By Eric Anschutz, July 14, 2010
America needs to engage in a “Guns versus Butter” debate. We have never had a comprehensive national dialogue on the trade-offs between military spending and economic investment. Ever since the 1950’s, it has been simply assumed in our ongoing national discourse that national security requires our military to be more powerful than that of all other nations combined, and to be deployed worldwide.
But, since every dollar spent on military force is a dollar subtracted from cities and states and corporations and from the income of every citizen, it follows that excessive spending on our military can lead to economic weakness. Too much military spending is therefore as great a danger to national viability and global reach and influence as would be depletion of our military to the point of vulnerability to predators.
To that end, we need to ask ourselves whether it makes any sense for us to maintain large contingents of US military in places like Germany and South Korea and Japan, when each of these countries has a strong economy and is capable of defending itself? We need to question whether it makes sense to leave the projected large contingents of our military in Iraq and Afghanistan for the foreseeable future to assure “stability and security.” The dollar cost of these deployments is large, yet there is little if any debate among us as to whether these vast expenditures are the best way to allocate precious US resources.
US troops are everywhere, with bases in more than 100 countries (including such places as Ethiopia and Iceland), at least some of which would prefer for us to leave. Indeed, the Prime Minister of Japan was recently ousted from office because of his support, over the strong objections of all Okinawans and many on the Japanese mainland, of the very large US base in Okinawa.
US military spending is more than 4% of GNP (20% of our entire federal budget). Our military spending totals more than Social Security and the costs of Medicare and Medicaid combined. The Pentagon budget for 2010 is $693 billion, more than all other discretionary spending combined, and more than the combined military budgets of every other country in the world. And those vast sums do not include the CIA and VA or the very substantial defense-related costs of Homeland Security, NASA and DOE. We need to take special note of the fact that VA costs will be high for decades to come as the nation tends to the many profoundly wounded veterans of our wars in Iraq and Afghanistan.
A sure applause line for Red State politicians is to assert that the best way to preserve the peace is to possess unchallenged military superiority. Yet, much of this military spending goes to weapons we do not need. America has 11 aircraft carriers, twice as many as the rest of the world combined. No other nation has more than one, yet our Admirals petition for more and bigger carriers with a projected cost of $9 billion each. For what purpose?
Our Air Force Generals, supported by the military-industrial complex, whose influence President Eisenhower so wisely and presciently warned against, and despite strong opposition from the Secretary of Defense, seek to goad Congress into footing the bill for a next generation of fighter aircraft, despite the fact that our current planes are said to be far superior to and several generations more advanced than those of any other country. In debating the wisdom of these and other new weapons programs, Congress is concerned only with the effect on jobs in their districts, not at all on whether the programs make sense, and certainly not at all about whether the nation would be better served by spending these sums on such things as US infrastructure or education or alternative fuels.
Perhaps the greatest irrationality in the endless quest for new weaponry is the debate about a next generation of nuclear weapons, when our far-too-large and entirely useless nuclear arsenal sits in silos and submarines and bunkers as nothing more than a cold-war relic. Arguably, we need ten or so highly secure nuclear weapons for deterrence, anything more is waste. Not only is it a waste of money to increase or enhance our nuclear arsenal – doing so works directly against our efforts to stem nuclear proliferation.
Opposition to the war in Afghanistan is wide and increasingly deep. Though we are assured daily that progress is being made, evidence of progress is sparse to none. The same doubt applies to our stated purpose in that rock-strewn and mountainous place. Denial to al Qaeda of a staging area and sanctuary is said to be the reason for the war, yet they and other terrorist groups have morphed into Pakistan and Somalia and elsewhere. We seem to be continuing this fight not because it has a purpose, but rather because we are there and cannot devise an exit strategy that can be labeled as anything but a vast mistake.
But, to get back to the Guns versus Butter debate: our purpose in dealing with the rest of the world is to influence the outcome of global events in ways favorable to our interests. Having guns does help. But having a powerful economy, one that enables us to grant or withhold cooperation or largesse, also helps; in some cases economic power is more important than military power. Moral leadership, too, is important.
When we read news accounts of our construction of schools and roads and water supplies in Afghanistan, often destroyed by local insurgents as soon as work on them is completed, our thoughts turn to the need for schools and roads and water and electricity and so much else here in America. We waste there when we should be building here.
The Guns versus Butter debate needs to focus on bringing into better balance the various elements of national strength. An America seen globally as “the shining city on the hill” would be more likely to influence favorably the outcome of world events. An America endlessly and futilely involved in military conflict is less likely to command affection and emulation and support.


**What is needed**
Set down every line from the one with "List all visible" to the end of the entries, both ends included, exactly as it reads and without pictures.

**Entries supplied**

++++++++++++++++++++

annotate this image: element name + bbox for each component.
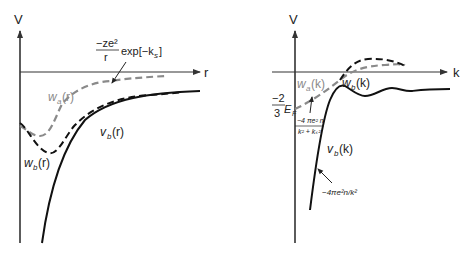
svg-text:(k): (k) xyxy=(311,77,325,91)
svg-text:−2: −2 xyxy=(272,92,285,104)
svg-text:−ze²: −ze² xyxy=(96,37,118,49)
svg-text:−4 πe² n: −4 πe² n xyxy=(297,117,324,124)
svg-text:3: 3 xyxy=(274,107,280,119)
curve-vb-r xyxy=(42,91,200,243)
asymptote-pointer-arrow xyxy=(318,169,332,183)
svg-text:(r): (r) xyxy=(112,125,124,139)
screened-coulomb-formula: −ze² r exp[−k s ] xyxy=(96,37,162,63)
svg-text:r: r xyxy=(104,51,108,63)
curve-wb-r xyxy=(20,92,183,153)
fermi-energy-label: −2 3 E F xyxy=(272,92,297,119)
label-vb-k: v b (k) xyxy=(327,142,353,158)
right-panel-reciprocal-space: V k −2 3 E F −4 πe² n k² + kₛ² xyxy=(272,12,460,243)
svg-text:v: v xyxy=(100,125,107,139)
left-r-axis-label: r xyxy=(204,65,209,80)
curve-wa-r xyxy=(20,76,165,136)
left-panel-real-space: V r −ze² r exp[−k s ] w a (r) xyxy=(14,12,209,243)
pseudopotential-figure: V r −ze² r exp[−k s ] w a (r) xyxy=(0,0,469,256)
asymptote-formula: −4πe²n/k² xyxy=(322,188,357,197)
svg-text:(r): (r) xyxy=(62,90,74,104)
left-v-axis-label: V xyxy=(14,12,23,27)
svg-text:]: ] xyxy=(159,45,162,57)
label-vb-r: v b (r) xyxy=(100,125,124,141)
svg-text:exp[−k: exp[−k xyxy=(121,45,154,57)
right-v-axis-label: V xyxy=(289,12,298,27)
label-wa-r: w a (r) xyxy=(48,90,74,106)
right-k-axis-label: k xyxy=(453,65,460,80)
label-wb-k: w b (k) xyxy=(342,76,370,92)
svg-text:(k): (k) xyxy=(356,76,370,90)
label-wb-r: w b (r) xyxy=(24,156,50,172)
svg-text:(k): (k) xyxy=(339,142,353,156)
small-formula-pointer-arrow xyxy=(310,97,312,113)
svg-text:k² + kₛ²: k² + kₛ² xyxy=(298,128,321,135)
svg-text:F: F xyxy=(292,110,297,117)
svg-text:(r): (r) xyxy=(38,156,50,170)
label-wa-k: w a (k) xyxy=(297,77,325,93)
svg-text:s: s xyxy=(154,51,158,60)
svg-text:v: v xyxy=(327,142,334,156)
screened-fourier-formula: −4 πe² n k² + kₛ² xyxy=(295,117,324,135)
svg-text:E: E xyxy=(284,103,292,115)
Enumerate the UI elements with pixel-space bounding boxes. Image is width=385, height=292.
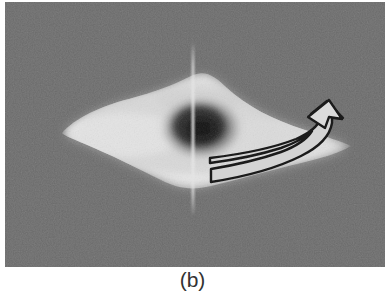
figure-container: (b) (0, 0, 385, 292)
figure-caption-row: (b) (0, 267, 385, 292)
figure-image-panel (5, 2, 385, 267)
figure-caption: (b) (180, 267, 206, 292)
figure-image (5, 2, 385, 267)
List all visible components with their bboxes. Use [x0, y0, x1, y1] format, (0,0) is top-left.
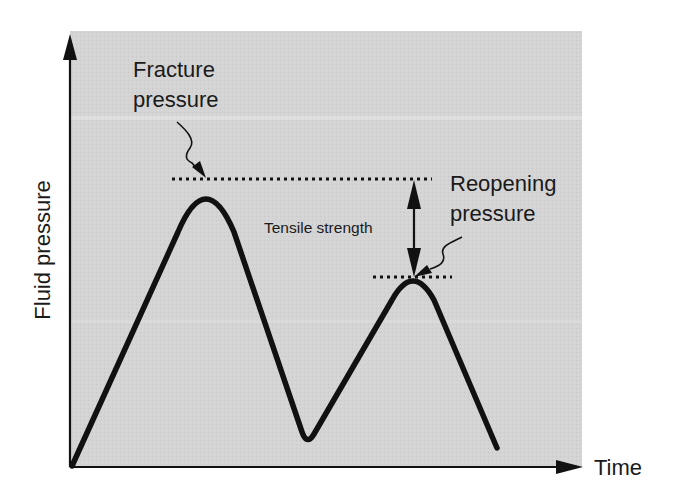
x-axis-label: Time [594, 455, 642, 480]
tensile-strength-label: Tensile strength [264, 219, 373, 236]
fracture-pressure-label-line1: Fracture [133, 57, 215, 82]
reopening-pressure-label-line2: pressure [450, 201, 536, 226]
diagram-canvas: Fluid pressure Time Tensile strength Fra… [0, 0, 677, 502]
reopening-pressure-label-line1: Reopening [450, 171, 556, 196]
fracture-pressure-label-line2: pressure [133, 87, 219, 112]
y-axis-label: Fluid pressure [30, 180, 55, 319]
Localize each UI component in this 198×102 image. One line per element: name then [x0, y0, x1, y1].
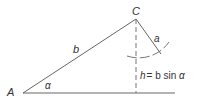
side-a-label: a	[154, 33, 160, 44]
vertex-c-label: C	[132, 5, 140, 17]
altitude-formula: h= b sin α	[140, 70, 185, 81]
altitude-h: h	[140, 70, 146, 81]
altitude-eq: = b sin	[147, 70, 180, 81]
radius-arc	[127, 42, 169, 58]
triangle-diagram: A C b a α h= b sin α	[0, 0, 198, 102]
altitude-alpha: α	[179, 70, 185, 81]
side-b	[23, 19, 136, 93]
vertex-a-label: A	[6, 86, 14, 98]
angle-alpha-label: α	[45, 80, 51, 91]
side-b-label: b	[73, 43, 79, 55]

++++++++++++++++++++

**Response area**
List all visible components with their bboxes. Use [x0, y0, x1, y1] format, (0,0) is top-left.
x-axis-label: Time [594, 455, 642, 480]
tensile-strength-label: Tensile strength [264, 219, 373, 236]
fracture-pressure-label-line1: Fracture [133, 57, 215, 82]
reopening-pressure-label-line2: pressure [450, 201, 536, 226]
diagram-canvas: Fluid pressure Time Tensile strength Fra… [0, 0, 677, 502]
reopening-pressure-label-line1: Reopening [450, 171, 556, 196]
fracture-pressure-label-line2: pressure [133, 87, 219, 112]
y-axis-label: Fluid pressure [30, 180, 55, 319]
Localize each UI component in this 198×102 image. One line per element: name then [x0, y0, x1, y1].
side-a-label: a	[154, 33, 160, 44]
vertex-c-label: C	[132, 5, 140, 17]
altitude-formula: h= b sin α	[140, 70, 185, 81]
altitude-h: h	[140, 70, 146, 81]
altitude-eq: = b sin	[147, 70, 180, 81]
radius-arc	[127, 42, 169, 58]
triangle-diagram: A C b a α h= b sin α	[0, 0, 198, 102]
altitude-alpha: α	[179, 70, 185, 81]
side-b	[23, 19, 136, 93]
vertex-a-label: A	[6, 86, 14, 98]
angle-alpha-label: α	[45, 80, 51, 91]
side-b-label: b	[73, 43, 79, 55]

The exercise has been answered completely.